Church's radical act: Sell building, use money for outreach

Rolling Hills Baptist Church is part of national movement challenging traditional ideas

At the Rolling Hills Baptist Church in Fayetteville, the pastor is trying to sell the building from under his congregation.

“Our motive should not be to fill these seats, but to empty these seats,” the Rev. Frank Mercer decided last year.

Amen, said the congregation, which is $150,000 away from paying off $1.4 million worth of land and buildings.

In a metro area known for megachurches, prosperity preachers and church-owned sports fields, Rolling Hills, which has 100 congregants, has joined a national movement that is challenging the very idea of what makes a church.

In this time of economic famine, Rolling Hills wants to lose the mortgage, air-conditioning bills and insurance costs and move members off the pews so they could do more work in their community, in downtown Atlanta, and in Mexico and Honduras.

Across the country, churches are experimenting with changing their services and looking for ways to attract a new generation of members as they adjust to a society where church is no longer a universally accepted institution.

In Decatur, for instance, the Navo Church, which the United Methodists started last year, meets in a 1950s-era grocery store and sponsors dance classes, a recording studio and African drum line practice during the week.

And in Massillon, Ohio, congregants of the Rivertree Christian Church were meeting in space rented from a school. Even though the church built up a multimillion-dollar building fund, the leaders decided to continue renting and use the money to help others.

“When the decision was announced, the congregation cheered wildly,” Warren Bird, the director of research for Leadership Network, a Christian interdenominational consulting group, wrote in an e-mail.

In Fayetteville, it is an exciting and frightening move for Mercer, who came here five years ago from a Charlotte megachurch with a staff of 20 pastors.

His hope was to build Rolling Hills into a similar institution, but his ideas — and those of his congregation — began to change last year, when they visited a church in New York City.

That church rented space, but was thinking about buying a building— a pricey consideration. One member of that congregation wondered if the church could afford to continue programs, such as feeding the hungry, if it bought a building.

He spoke a phrase that became a mantra for his church: “I’m afraid if we become a church of bricks and mortar, we’ll cease to be a church of flesh and blood.”

Dave Lebby, a Rolling Hills member, said, “A light bulb went off in my head about how freeing it would be” to not own property.

Members could spend that money helping the less fortunate. They could once again send members to a house-building project in the slums of Juarez, Mexico, which had been suspended because of budget constraints.

“We spend over 50 percent of our budget on a building that we are in less than 10 percent of the time,” Mercer said.

Lebby, Mercer and others began talking about changing that.

“If we are going to survive in the future, we are going to understand how people do church in this generation,” said Bryan Fowler, the pastor of the Navo Church in Decatur.

Kurt Fredrickson, an assistant professor at Fuller Theological Seminary in Pasadena, Calif., known for its church-growth program, noted part of the movement among evangelicals is a growing social consciousness.

Many are engaging in programs such as tutoring children or repairing homes for the poor.

More than 800 churches nationally participate in “Faith in Action” Sunday during October, when members fan out in their communities doing good rather than going to services.

“It’s easy to do a ‘don’t go to church’ day. But to sell your buildings and change the way you worship is a pretty radical step for a church,” Fredrickson said.

After that trip to New York, Mercer returned home and began preaching a series on why the church exists — to serve others.

Members became more active, serving in a homeless shelter, working with children at the Baptist Children’s Home and performing community service projects on Mondays.

They also began seriously pondering the idea of selling the church property.

“We all had some reservations,” said Mike Stout, a member of the church. “People, in general, don’t like change.”

But last October, in a 95-to-5 vote, the church agreed to sell the property, which is on the market.

Once the building is sold, the church may look for a general-purpose building to rent, where congregants can meet for services, store clothes to be given to their foreign-missions projects or use for community programs.

“I came out of a megachurch in Charlotte with the idea that this church was broken and needed to be fixed,” Mercer said. “I have not saved this little church. It has saved me.

“I guess I am the one that needed to be fixed.”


### EXERCISE
Once the pictures are set aside, copy the records below exactly as they stand.

### MATERIAL PROVIDED
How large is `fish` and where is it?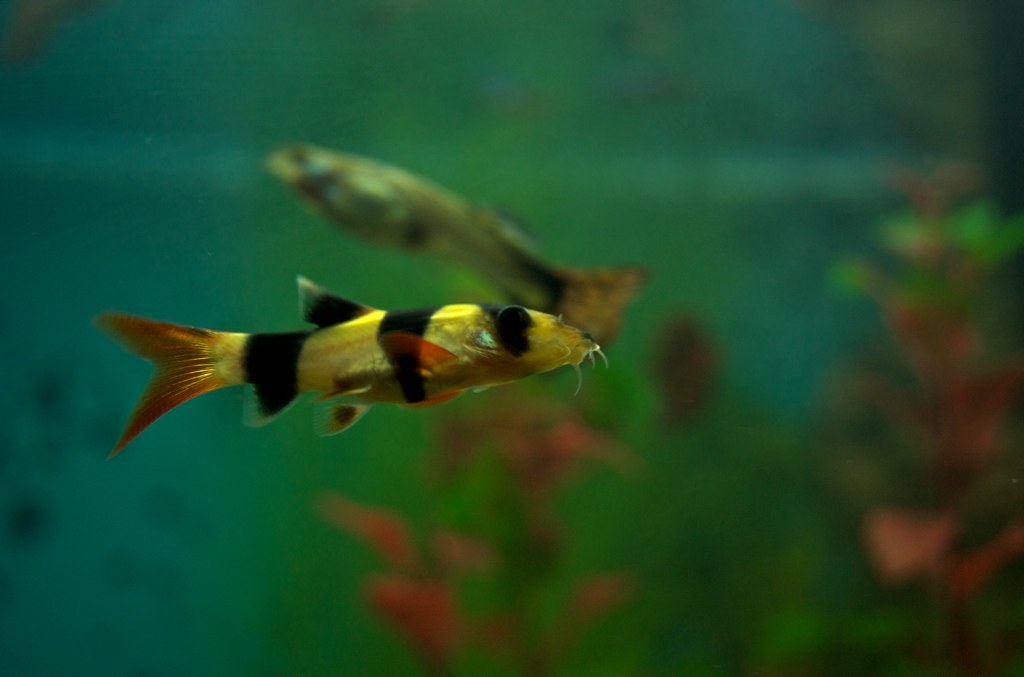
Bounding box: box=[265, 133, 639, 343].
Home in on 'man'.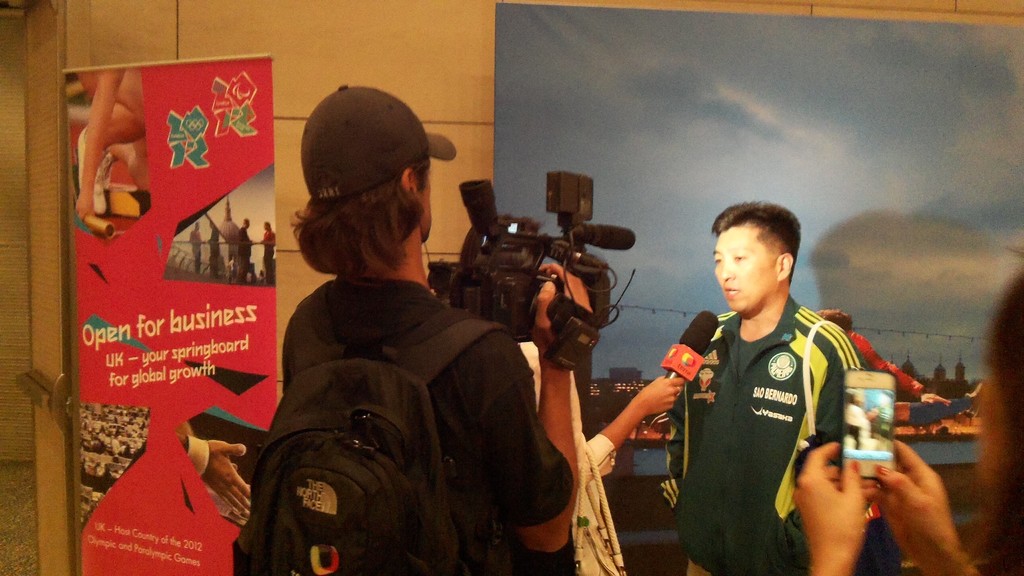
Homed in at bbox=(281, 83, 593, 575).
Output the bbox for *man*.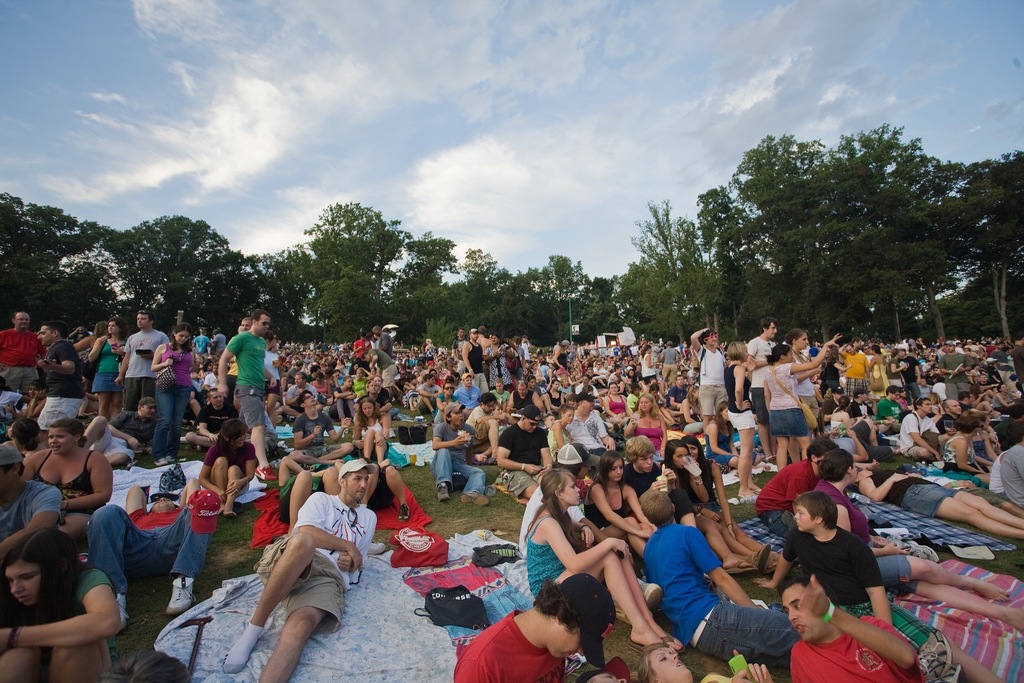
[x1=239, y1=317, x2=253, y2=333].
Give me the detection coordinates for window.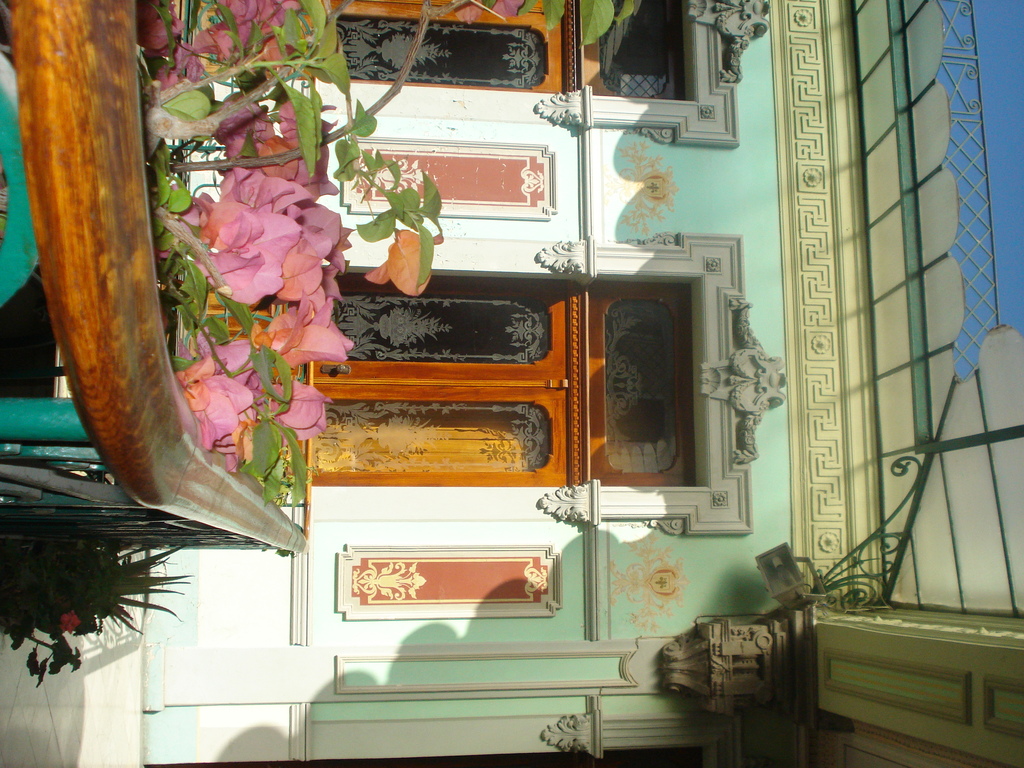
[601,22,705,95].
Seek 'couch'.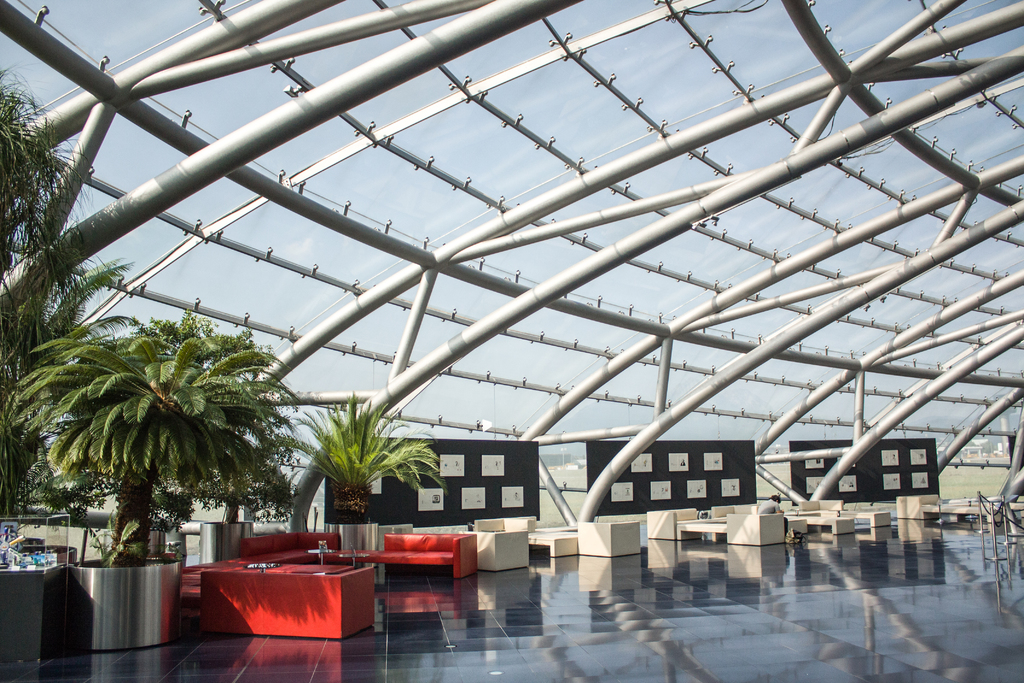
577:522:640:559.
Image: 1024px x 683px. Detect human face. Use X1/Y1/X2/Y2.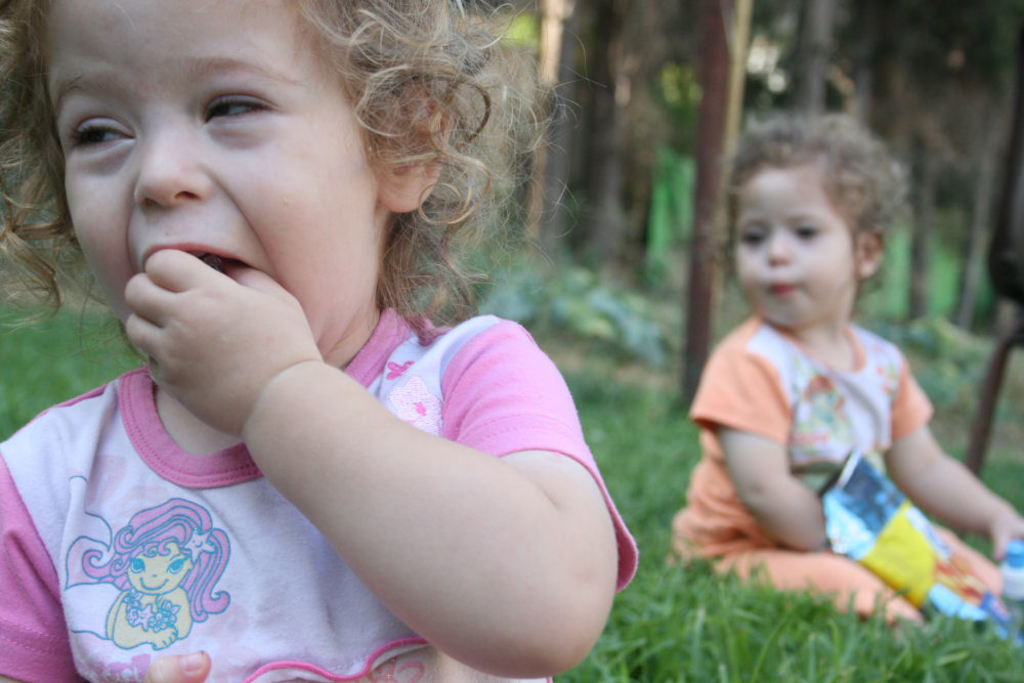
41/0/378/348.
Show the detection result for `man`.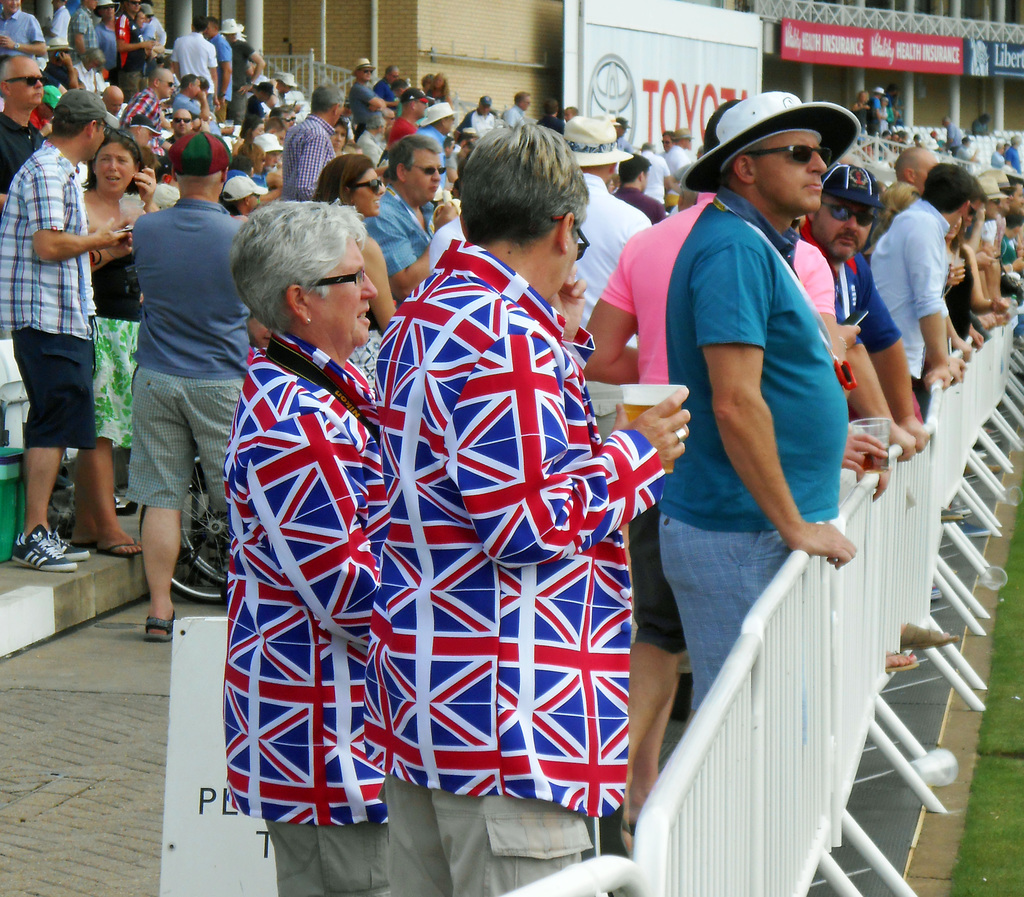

### COMPLETED TASK
How large is `fish` and where is it?
Bounding box: box=[265, 133, 639, 343].
Home in on 'man'.
Homed in at bbox=(281, 83, 593, 575).
Output the bbox for *man*.
[x1=239, y1=317, x2=253, y2=333].
Give me the detection coordinates for window.
[601,22,705,95].
Seek 'couch'.
577:522:640:559.
Image: 1024px x 683px. Detect human face. Use X1/Y1/X2/Y2.
41/0/378/348.
Show the detection result for `man`.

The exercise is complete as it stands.